Interactions shift these dimensions:
Δn,ℓ=2Δ+2n+ℓ+Np1γn,ℓ+⋯.
In AdS, these double-trace operators are two-particle states. Their anomalous dimensions are boundary measurements of bulk interactions.
This limit reveals which operators appear in ϕ×ϕ. Operators of smaller dimension dominate. For example, the identity contribution gives 1, while a scalar primary O of dimension ΔO contributes at order uΔO/2.
In Lorentzian signature, one can take one cross-ratio small while keeping the other fixed or small in a different way. A basic lightcone limit is
u→0,u≪1−v≪1.
Such limits are the entry point to the lightcone bootstrap. They imply the existence of large-spin double-twist operators and are closely related to the emergence of locality in AdS.
After analytic continuation around branch points in z,zˉ, one obtains Lorentzian Regge limits. These limits probe high-energy bulk scattering in AdS and are constrained by causality and chaos bounds. The same Euclidean function G(u,v) therefore contains much more than Euclidean geometry: its analytic continuation knows about Lorentzian dynamics.
exchange Witten diagram⟺bulk field exchanged between two pairs of boundary insertions.
On the CFT side, the same answer must admit an OPE expansion in every channel. Thus a single AdS diagram is not merely a Feynman-like object; it must be compatible with conformal block decompositions and crossing symmetry.
The dictionary is:
single-trace exchangedouble-trace toweranomalous dimensions γn,ℓcrossing symmetrylarge-spin behavior↔↔↔↔↔single-particle bulk field,two-particle bulk states,bulk interactions,consistent factorization of the same bulk process,bulk locality and long-distance propagation.
This is why four-point functions are a central object in modern holography. A CFT with a sparse large-N spectrum and appropriately behaved four-point functions can look like a local gravitational theory in AdS. A CFT whose four-point functions violate the expected analyticity, positivity, or large-spin constraints cannot.
There are several common notational choices. They are all equivalent, but mixing them carelessly causes many wrong factors.

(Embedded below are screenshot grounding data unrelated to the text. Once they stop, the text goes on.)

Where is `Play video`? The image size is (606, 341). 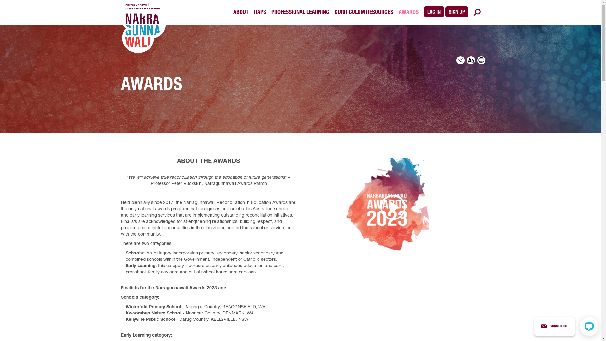
Play video is located at coordinates (393, 207).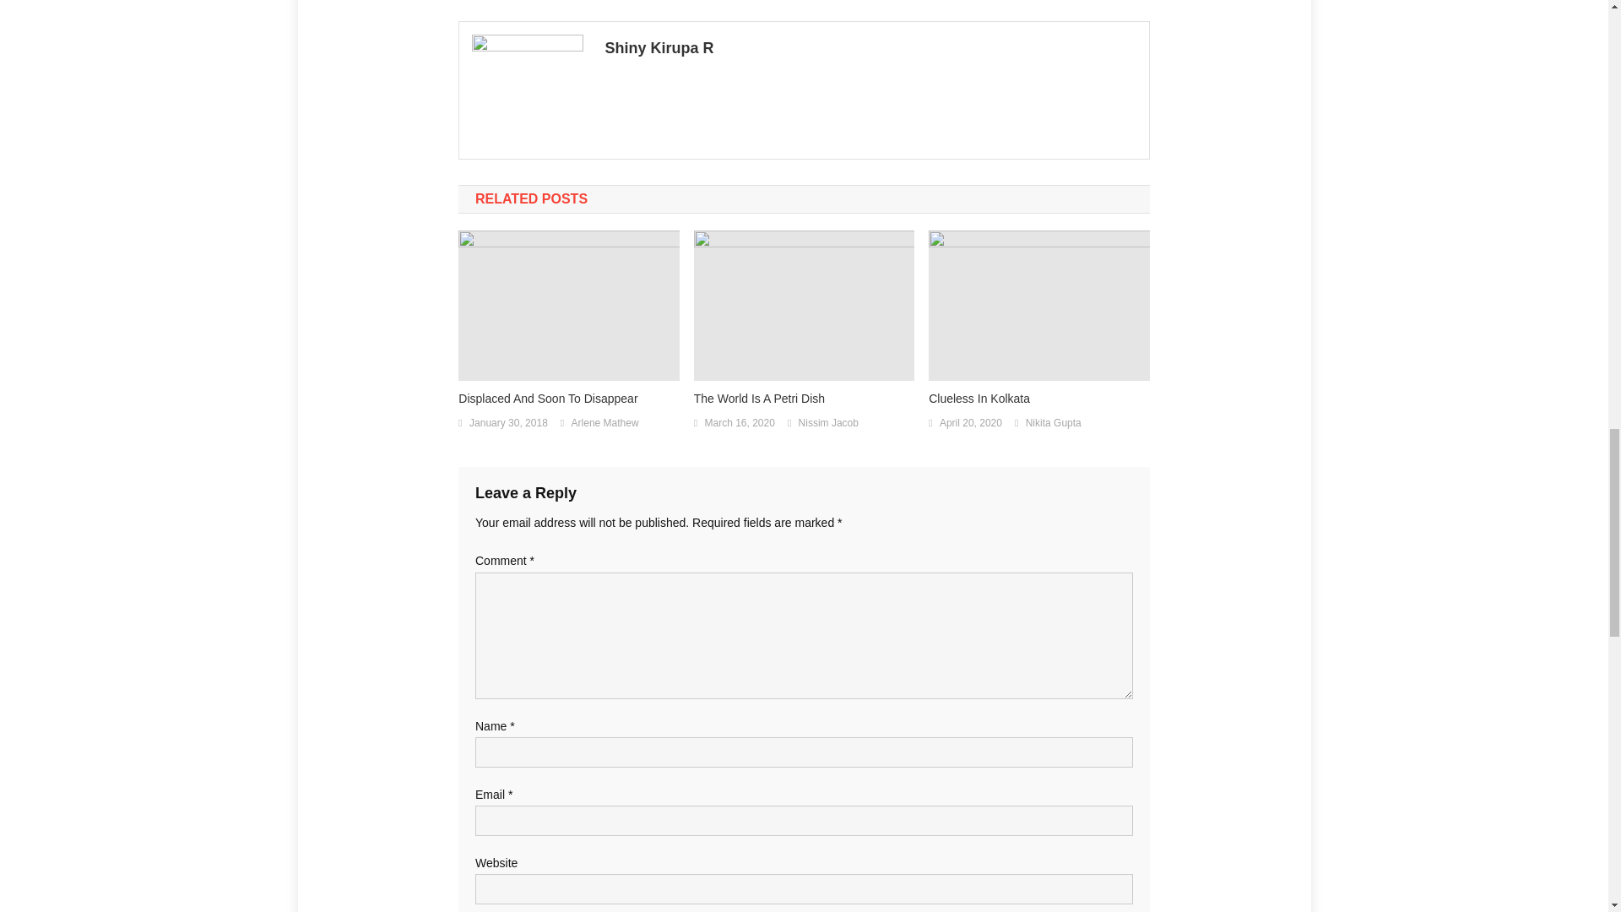 The width and height of the screenshot is (1621, 912). I want to click on Shiny Kirupa R, so click(869, 48).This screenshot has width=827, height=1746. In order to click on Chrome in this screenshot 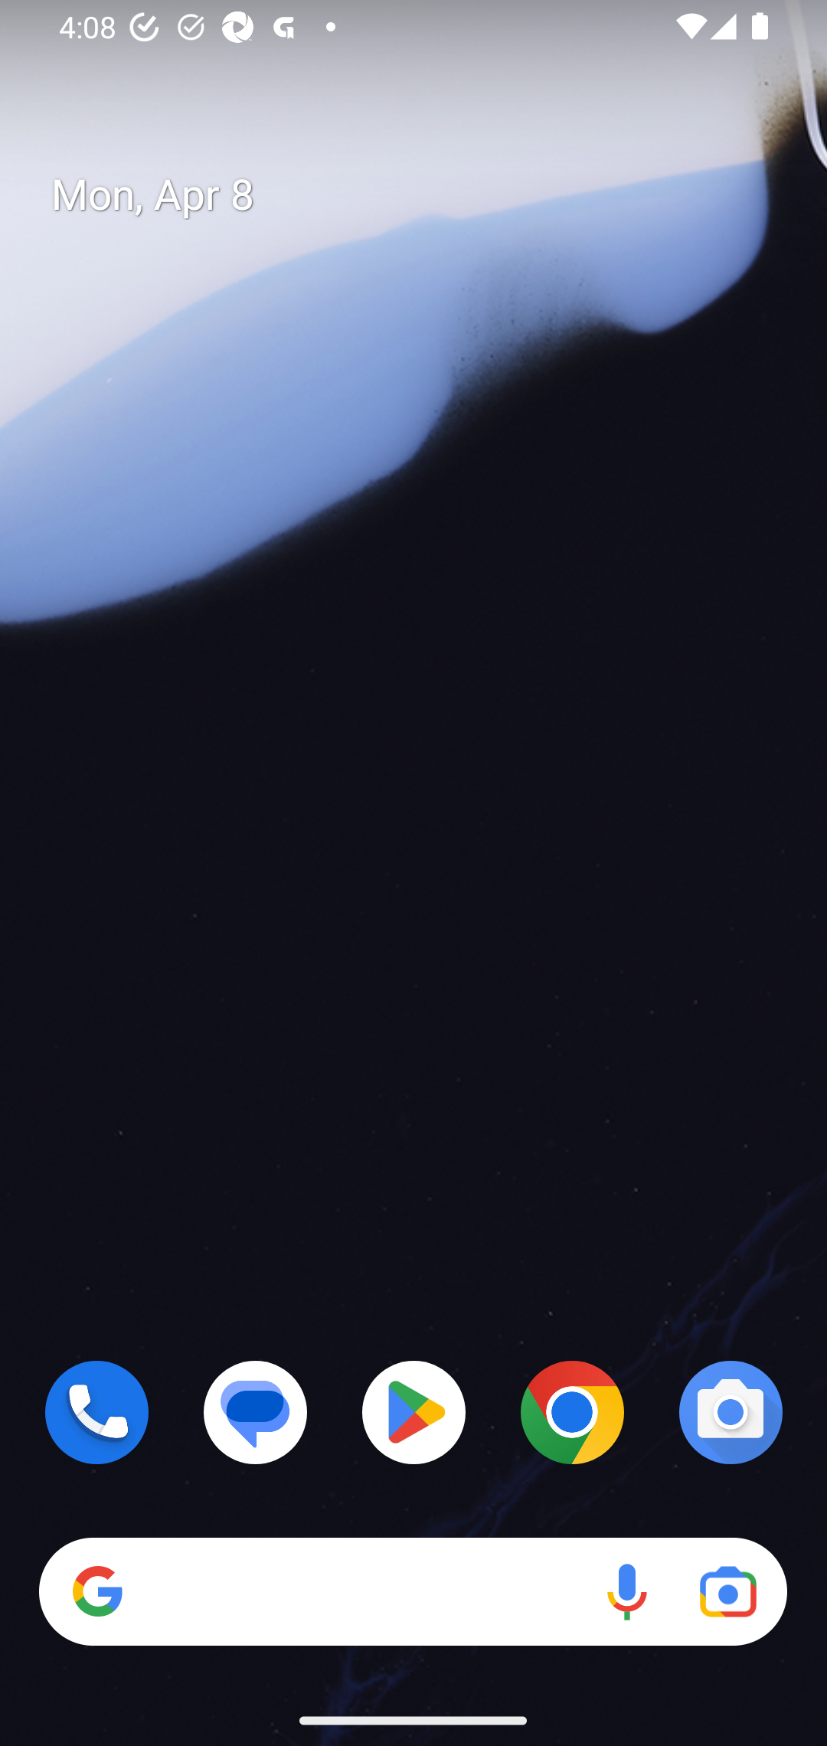, I will do `click(572, 1413)`.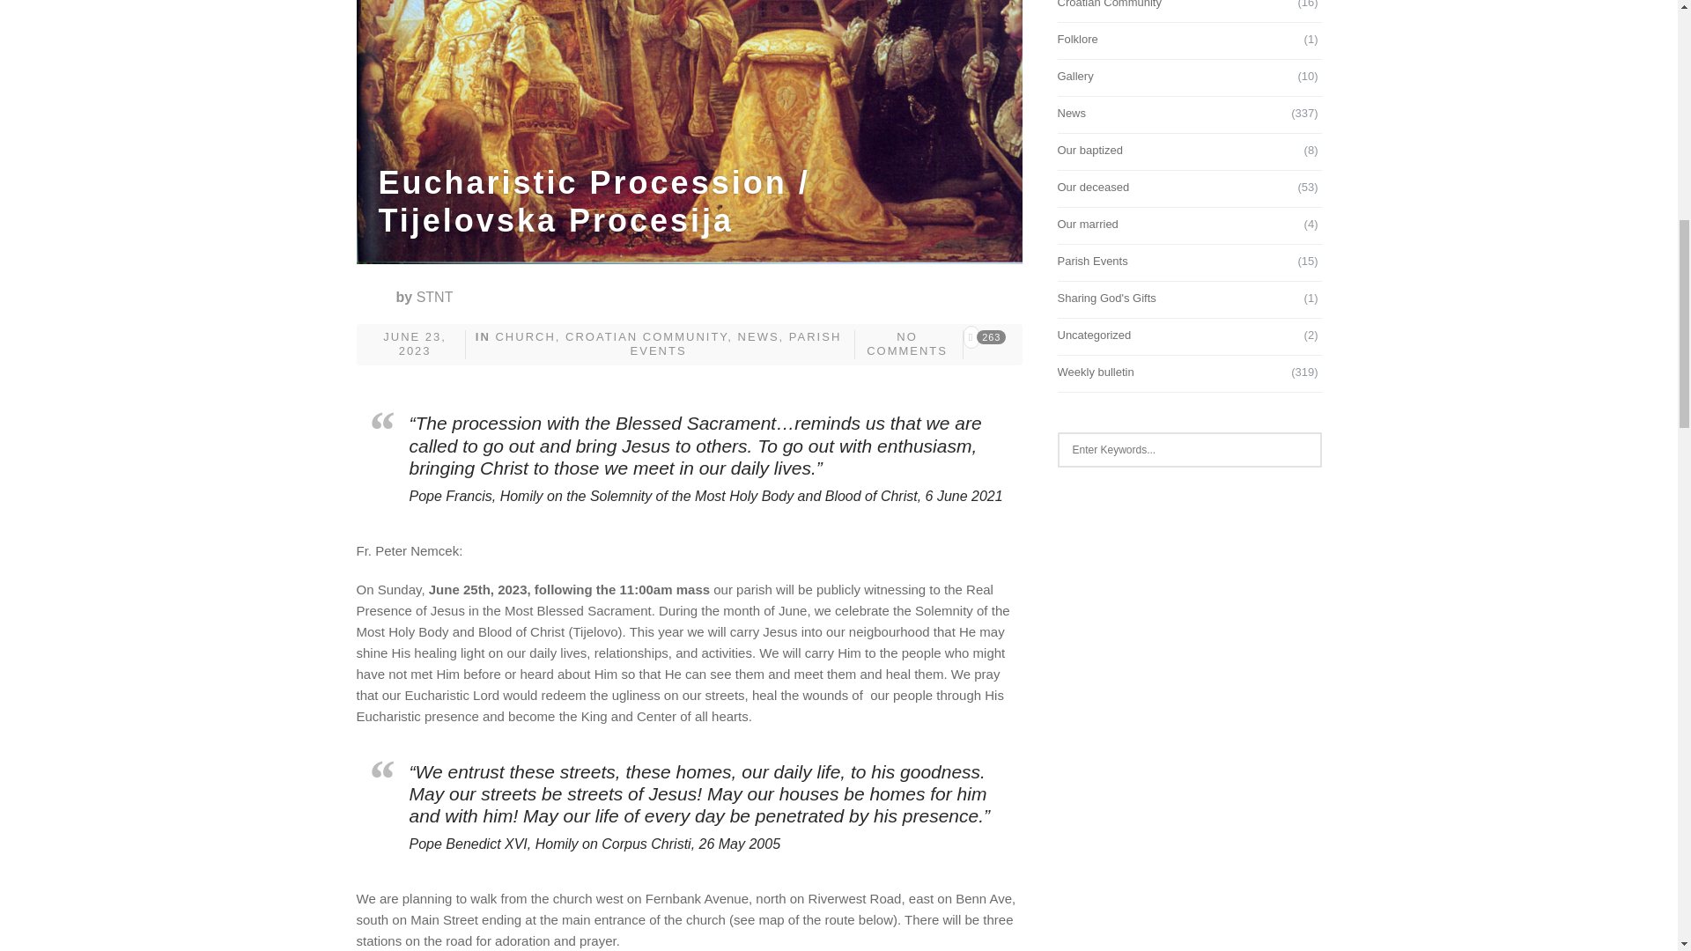  Describe the element at coordinates (525, 337) in the screenshot. I see `CHURCH` at that location.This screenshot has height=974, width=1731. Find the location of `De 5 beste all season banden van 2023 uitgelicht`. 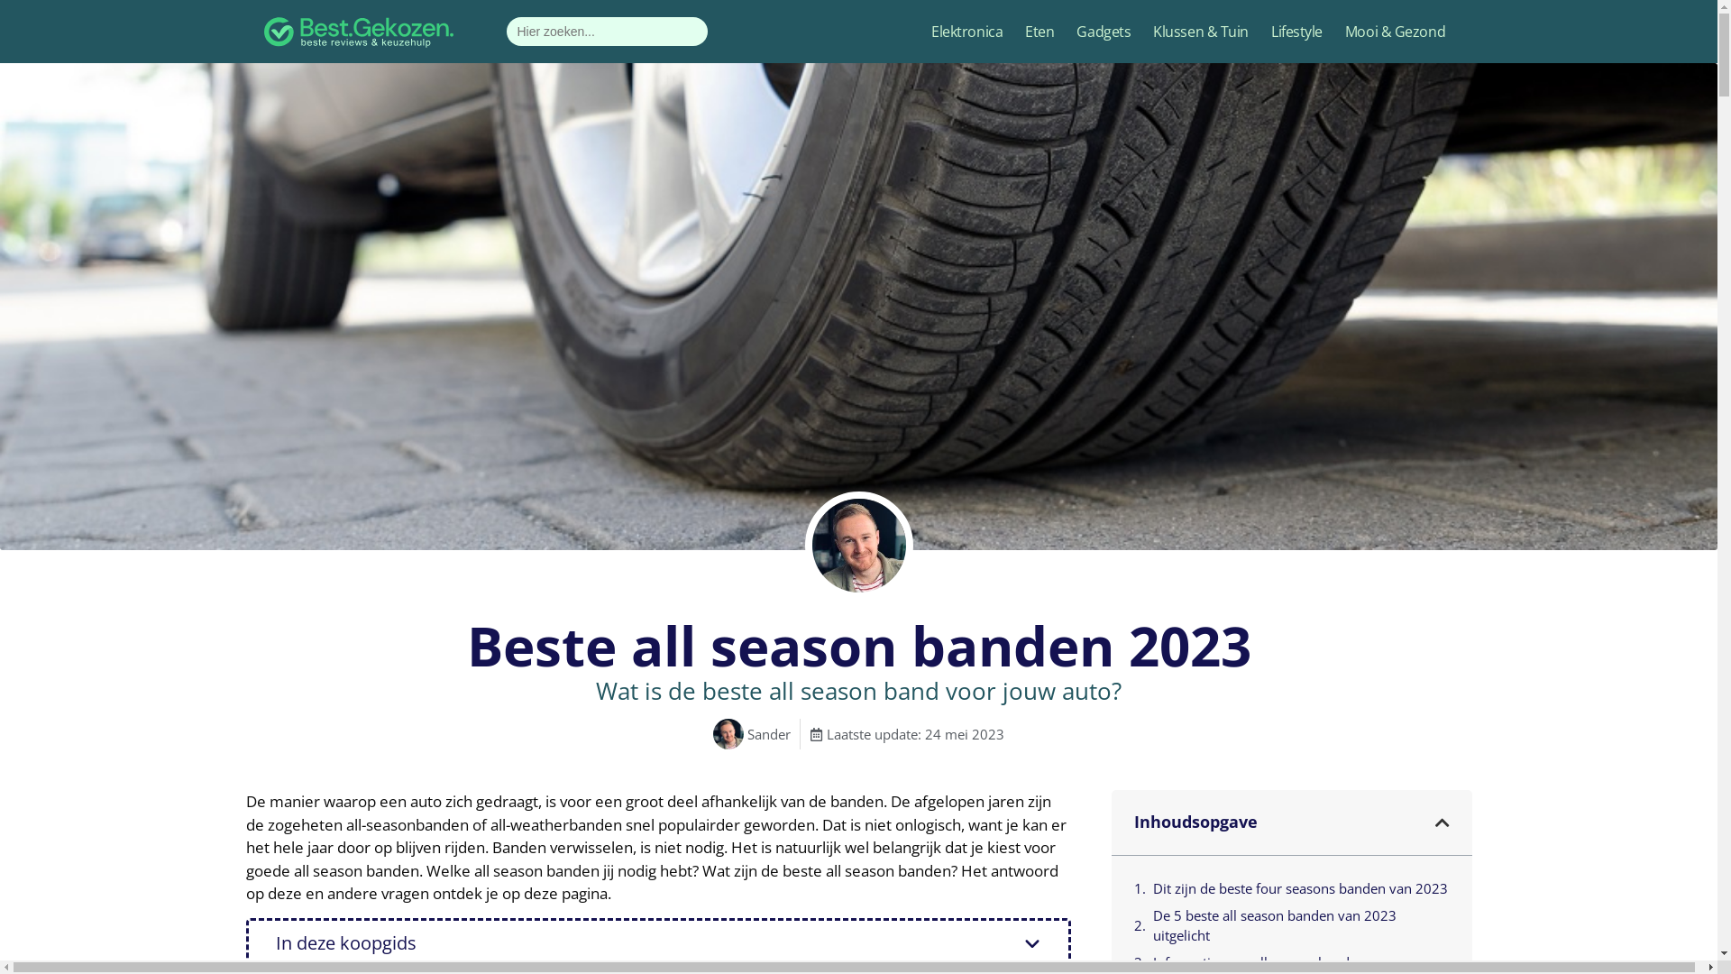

One convention uses xij=∣xi−xj∣ and writes powers of xij directly. This page uses xij2 and therefore many exponents include factors of 1/2.
Another convention defines
⟨ϕ1ϕ2ϕ3ϕ4⟩=(x122x342)Δ1G(u,v),
while another defines a symmetrized object F(u,v) by extracting additional powers of u and v. The crossing equation changes form under this redefinition, but the physical content is unchanged.
For a 2D CFT, z and zˉ are especially powerful because the global conformal group factorizes into holomorphic and antiholomorphic pieces, and the local conformal symmetry enhances this further to Virasoro symmetry.
The four-point function is the first CFT correlator with an undetermined function:
⟨O1O2O3O4⟩=kinematic prefactor×G(u,v).
The two cross-ratios are
u=x132x242x122x342,v=x132x242x142x232.
The OPE decomposes G(u,v) into conformal blocks. Crossing symmetry equates different decompositions. In large-N holographic CFTs, the disconnected part is generalized free, while the connected part encodes bulk interactions.
So the real lesson is:
Four-point functions are where CFT data becomes dynamical geometry.